How then is justice for all to be achieved (as we say in the closing of our pledge of allegiance)?  This question was answered by Frederic Bastiat in his treatise The Law in 1850.  He posits the question repeatedly “What is the law?”, to which he consistently gave a one word answer:  “justice.”  Putting this all together we have the principle that justice can exist only when all men are treated as they were created, namely, equal under the law.  When those of a supposed “higher class” are given a pass for violations of law that others would suffer severe punishment, then the principle of justice has died and along with it the principle of a representative government.

Returning to Montesquieu, he went on to give this analysis of how to reverse this situation when it occurs within a republic:  “When a republic has been corrupted, none of the ills that arise can be remedied except by removing the corruption and recalling the principles; every other correction is either useless or a new ill” (Part I, Book 8, chapter 12).

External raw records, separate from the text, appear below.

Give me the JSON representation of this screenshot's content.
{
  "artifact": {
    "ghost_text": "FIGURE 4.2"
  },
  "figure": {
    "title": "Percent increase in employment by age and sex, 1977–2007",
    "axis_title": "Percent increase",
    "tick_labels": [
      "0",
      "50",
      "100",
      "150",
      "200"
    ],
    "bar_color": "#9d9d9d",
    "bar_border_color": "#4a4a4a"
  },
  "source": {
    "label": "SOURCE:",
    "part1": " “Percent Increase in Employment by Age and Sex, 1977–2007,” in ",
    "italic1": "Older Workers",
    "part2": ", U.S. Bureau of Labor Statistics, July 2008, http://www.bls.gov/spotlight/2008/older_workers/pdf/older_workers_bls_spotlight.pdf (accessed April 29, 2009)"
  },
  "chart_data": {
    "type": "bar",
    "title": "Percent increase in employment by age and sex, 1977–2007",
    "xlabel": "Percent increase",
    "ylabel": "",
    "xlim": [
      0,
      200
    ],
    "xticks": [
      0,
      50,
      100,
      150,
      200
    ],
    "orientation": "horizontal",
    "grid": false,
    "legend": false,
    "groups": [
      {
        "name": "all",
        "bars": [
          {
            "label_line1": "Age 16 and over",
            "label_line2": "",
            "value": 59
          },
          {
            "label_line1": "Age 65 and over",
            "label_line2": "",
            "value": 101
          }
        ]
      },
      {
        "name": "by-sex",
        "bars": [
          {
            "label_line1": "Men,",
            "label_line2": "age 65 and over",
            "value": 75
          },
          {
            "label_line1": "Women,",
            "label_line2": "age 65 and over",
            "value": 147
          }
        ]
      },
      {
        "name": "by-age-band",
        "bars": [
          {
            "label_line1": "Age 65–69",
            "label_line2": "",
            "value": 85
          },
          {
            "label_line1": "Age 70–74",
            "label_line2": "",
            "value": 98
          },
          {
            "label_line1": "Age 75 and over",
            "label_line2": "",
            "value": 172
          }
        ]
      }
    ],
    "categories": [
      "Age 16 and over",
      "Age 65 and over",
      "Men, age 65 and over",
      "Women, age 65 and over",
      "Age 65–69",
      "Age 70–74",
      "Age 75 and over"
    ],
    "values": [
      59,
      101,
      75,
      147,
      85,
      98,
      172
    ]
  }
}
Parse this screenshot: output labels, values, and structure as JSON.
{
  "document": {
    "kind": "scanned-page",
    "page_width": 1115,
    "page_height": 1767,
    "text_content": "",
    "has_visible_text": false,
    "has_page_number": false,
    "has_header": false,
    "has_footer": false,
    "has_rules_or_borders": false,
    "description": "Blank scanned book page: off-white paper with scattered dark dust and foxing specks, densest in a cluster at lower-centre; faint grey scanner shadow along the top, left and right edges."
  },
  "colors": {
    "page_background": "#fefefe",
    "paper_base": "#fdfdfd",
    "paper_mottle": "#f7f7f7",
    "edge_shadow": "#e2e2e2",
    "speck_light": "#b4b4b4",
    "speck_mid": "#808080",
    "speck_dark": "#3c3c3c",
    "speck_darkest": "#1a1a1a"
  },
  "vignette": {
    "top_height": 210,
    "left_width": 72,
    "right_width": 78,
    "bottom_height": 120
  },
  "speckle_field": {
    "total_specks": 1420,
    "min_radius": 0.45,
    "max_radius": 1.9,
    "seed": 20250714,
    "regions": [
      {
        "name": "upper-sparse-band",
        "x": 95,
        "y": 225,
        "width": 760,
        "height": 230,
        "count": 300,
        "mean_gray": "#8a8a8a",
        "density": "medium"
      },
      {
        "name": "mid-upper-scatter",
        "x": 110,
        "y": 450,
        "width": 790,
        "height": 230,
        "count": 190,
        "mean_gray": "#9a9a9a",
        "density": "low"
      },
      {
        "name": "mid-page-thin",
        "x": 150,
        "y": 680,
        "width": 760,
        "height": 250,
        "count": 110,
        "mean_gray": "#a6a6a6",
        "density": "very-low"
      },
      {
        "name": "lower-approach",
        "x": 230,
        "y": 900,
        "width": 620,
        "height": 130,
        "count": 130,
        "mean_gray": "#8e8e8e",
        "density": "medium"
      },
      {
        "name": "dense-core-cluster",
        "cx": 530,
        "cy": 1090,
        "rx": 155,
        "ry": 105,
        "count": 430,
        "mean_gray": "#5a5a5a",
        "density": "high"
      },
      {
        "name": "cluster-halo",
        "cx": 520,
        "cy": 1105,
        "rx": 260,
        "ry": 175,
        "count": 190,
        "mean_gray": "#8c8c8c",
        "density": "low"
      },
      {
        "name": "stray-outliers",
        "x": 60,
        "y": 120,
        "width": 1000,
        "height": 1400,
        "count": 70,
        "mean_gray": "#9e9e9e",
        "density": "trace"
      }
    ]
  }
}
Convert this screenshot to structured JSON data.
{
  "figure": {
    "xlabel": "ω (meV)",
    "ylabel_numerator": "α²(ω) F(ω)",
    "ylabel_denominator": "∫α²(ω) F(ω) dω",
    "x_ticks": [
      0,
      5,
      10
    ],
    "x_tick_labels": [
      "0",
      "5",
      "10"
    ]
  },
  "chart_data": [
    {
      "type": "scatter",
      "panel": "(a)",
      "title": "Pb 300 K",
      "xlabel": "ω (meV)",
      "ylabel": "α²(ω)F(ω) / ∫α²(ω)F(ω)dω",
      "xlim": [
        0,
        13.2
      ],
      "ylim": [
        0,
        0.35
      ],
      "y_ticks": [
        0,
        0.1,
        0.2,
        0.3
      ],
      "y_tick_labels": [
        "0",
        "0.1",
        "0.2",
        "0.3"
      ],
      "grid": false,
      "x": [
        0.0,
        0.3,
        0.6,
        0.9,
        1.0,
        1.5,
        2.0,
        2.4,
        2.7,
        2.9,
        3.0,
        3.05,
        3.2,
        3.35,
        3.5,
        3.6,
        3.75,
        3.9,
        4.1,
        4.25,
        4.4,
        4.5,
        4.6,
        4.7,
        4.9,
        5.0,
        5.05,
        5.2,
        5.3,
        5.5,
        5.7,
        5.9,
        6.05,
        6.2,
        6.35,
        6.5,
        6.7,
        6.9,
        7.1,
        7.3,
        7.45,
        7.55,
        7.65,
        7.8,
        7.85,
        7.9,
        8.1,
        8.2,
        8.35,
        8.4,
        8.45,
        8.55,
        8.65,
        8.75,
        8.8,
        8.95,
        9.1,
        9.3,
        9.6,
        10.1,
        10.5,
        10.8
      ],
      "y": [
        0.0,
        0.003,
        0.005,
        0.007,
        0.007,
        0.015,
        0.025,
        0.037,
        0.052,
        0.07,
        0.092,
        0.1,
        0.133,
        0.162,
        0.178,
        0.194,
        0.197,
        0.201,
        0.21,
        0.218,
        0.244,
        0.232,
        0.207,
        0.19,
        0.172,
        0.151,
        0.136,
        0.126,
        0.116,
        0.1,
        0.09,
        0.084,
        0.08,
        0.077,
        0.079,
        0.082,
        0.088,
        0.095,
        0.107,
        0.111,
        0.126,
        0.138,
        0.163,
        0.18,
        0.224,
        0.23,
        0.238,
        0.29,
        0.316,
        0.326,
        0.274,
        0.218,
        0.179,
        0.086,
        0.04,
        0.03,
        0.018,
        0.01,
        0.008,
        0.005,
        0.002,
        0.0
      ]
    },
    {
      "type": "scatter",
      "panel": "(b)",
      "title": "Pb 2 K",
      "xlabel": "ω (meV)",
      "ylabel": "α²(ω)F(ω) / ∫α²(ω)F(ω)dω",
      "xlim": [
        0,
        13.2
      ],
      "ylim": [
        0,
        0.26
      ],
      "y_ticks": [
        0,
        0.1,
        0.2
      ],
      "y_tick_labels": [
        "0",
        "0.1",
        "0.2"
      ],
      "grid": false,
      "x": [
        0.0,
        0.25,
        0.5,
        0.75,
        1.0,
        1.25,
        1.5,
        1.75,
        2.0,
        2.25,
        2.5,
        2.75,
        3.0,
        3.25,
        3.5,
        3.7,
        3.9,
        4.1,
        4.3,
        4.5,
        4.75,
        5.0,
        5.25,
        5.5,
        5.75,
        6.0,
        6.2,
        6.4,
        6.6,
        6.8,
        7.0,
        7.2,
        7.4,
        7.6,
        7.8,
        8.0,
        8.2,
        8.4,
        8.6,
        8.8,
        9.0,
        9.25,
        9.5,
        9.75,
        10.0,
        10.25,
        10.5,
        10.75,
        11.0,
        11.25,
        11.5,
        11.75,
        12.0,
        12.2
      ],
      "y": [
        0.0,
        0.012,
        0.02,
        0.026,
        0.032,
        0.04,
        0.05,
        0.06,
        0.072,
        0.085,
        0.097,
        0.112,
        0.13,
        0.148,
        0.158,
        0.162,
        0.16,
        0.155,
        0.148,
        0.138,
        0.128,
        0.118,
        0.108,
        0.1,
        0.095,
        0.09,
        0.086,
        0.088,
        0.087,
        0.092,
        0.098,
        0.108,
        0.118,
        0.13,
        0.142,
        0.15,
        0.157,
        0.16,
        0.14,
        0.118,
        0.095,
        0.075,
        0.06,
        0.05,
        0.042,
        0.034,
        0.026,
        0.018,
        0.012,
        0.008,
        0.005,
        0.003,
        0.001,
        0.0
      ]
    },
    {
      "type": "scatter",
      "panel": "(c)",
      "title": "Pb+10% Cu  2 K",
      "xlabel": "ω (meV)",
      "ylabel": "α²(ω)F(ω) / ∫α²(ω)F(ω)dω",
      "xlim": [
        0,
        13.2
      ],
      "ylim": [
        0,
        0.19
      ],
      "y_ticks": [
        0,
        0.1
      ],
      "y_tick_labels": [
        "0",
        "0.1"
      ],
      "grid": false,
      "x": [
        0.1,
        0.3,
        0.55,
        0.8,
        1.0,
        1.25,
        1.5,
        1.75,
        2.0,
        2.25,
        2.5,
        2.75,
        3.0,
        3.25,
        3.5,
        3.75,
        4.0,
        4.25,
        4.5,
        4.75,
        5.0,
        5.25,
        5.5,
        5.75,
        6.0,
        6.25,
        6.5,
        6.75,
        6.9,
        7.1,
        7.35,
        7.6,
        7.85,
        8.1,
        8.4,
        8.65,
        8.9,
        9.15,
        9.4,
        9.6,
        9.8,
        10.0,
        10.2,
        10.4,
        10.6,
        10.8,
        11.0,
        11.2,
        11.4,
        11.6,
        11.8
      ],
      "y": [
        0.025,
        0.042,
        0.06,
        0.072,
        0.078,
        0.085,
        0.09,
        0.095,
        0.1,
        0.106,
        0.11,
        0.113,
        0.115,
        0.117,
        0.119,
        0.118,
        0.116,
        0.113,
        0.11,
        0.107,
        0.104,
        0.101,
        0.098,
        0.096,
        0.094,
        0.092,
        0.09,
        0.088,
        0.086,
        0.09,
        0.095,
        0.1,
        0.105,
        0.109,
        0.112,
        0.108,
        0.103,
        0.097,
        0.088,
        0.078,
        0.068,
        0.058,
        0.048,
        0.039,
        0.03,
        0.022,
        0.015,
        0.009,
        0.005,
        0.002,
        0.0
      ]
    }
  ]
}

How then are we to remove this corruption and return to our principle of justice?  To answer this question we must look at who has brought about this corruption.  In chapter 5 Montesquieu gave the answer:  “Aristocracy is corrupted when the power of the nobles becomes arbitrary; there can no longer be virtue either in those who govern or in those who are governed.”  Indeed, do not most of those in Congress, and especially in the higher levels of bureaucratic power, act aristocratically as though they are nobility?  This is what happens when those who are given the reins of power refuse to relent them to others and remain in office year after year.  Montesquieu continued, “Extreme corruption occurs when nobility becomes hereditary; the nobles can scarcely remain moderate.”  We claim that we do not have nobles and hereditary claims to the right of power and position, but when incumbency is the rule rather than the exception, and those serving in departments of the government make a career of it, then most certainly we do have a class of “nobility” that has become for all intents and purposes “hereditary”, and as a result, extreme corruption sets in.  Once this occurs Montesquieu states that “Corruption will increase among those who corrupt, and it will increase among those who are already corrupted.”

 If ever there was a time, then, to “drain the swamp” that has become our national government, it is now.  We as voters can do our part by voting our “nobles” and “aristocrats” out of their positions of power and encouraging their replacements to alter the laws so that those in these myriads of unconstitutional bureaucracies can be removed as well and their power over us be diminished.  The ruins of our republic can be rebuilt and rise like a phoenix out of the ashes, but the time is getting very, very short.